The degree of muscle relaxation was adjusted from a measurement of the compound muscle action potential (CMAP) of the abductor digiti quinti muscle after a single supramaximal stimulation of the ulnar nerve at the wrist. During the endovascular procedure, we strove to achieve a value (T1%) of about 20% compared with the CMAP before induction of muscle relaxation. We used vecuronium administered through an infusion pump, the velocity of which was adjusted manually according to the CMAP values. All MEP amplitude values, blood pressure data, and the degree of muscle relaxation were transferred to an external database that allowed for graphic displays of trends in time and the calculation of the ratio between the amplitude of each anterior tibial MEP and the mean of both abductor pollicis MEPs.
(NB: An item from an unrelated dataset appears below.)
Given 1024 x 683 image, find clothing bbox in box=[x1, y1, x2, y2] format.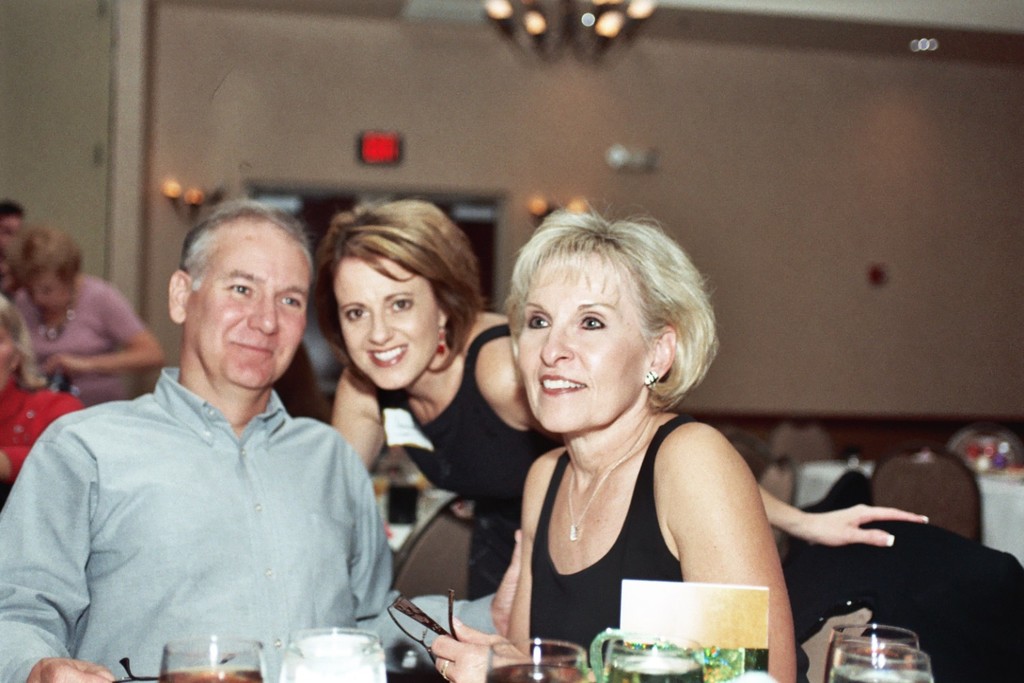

These ratios were the mainstay for qualifying whether amplitude changes of the anterior tibial anterior MEPs were critical. Because spontaneous fluctuations of MEPs are common, changes of the ratio as high as 50% were encountered that were clearly not related to any intervention in most patients. So, only consistent decreases of MEP ratios (ie, reproducible during three consecutive stimulations) of greater than 50% were considered significant and relevant.


    Results
 Top
 Abstract
 Introduction
 Patients and Methods
 Results
 Comment
 References
 
In the 13 patients, the proximal landing zone of the stent graft was just distal to the left subclavian artery in 7 patients, covered level T4 in 2 patients, covered level T6 in 2 patients, and in an elephant trunk in 1 patient (Table 1). The distal landing zone covered the intercostal arteries up to T10 in 4 patients, up to T11 in 7 patients, and up to T12 in 1 patient. In 1 patient, all SAs from the subclavian artery to the aortic bifurcation were excluded from the circulation after debranching of the visceral arteries.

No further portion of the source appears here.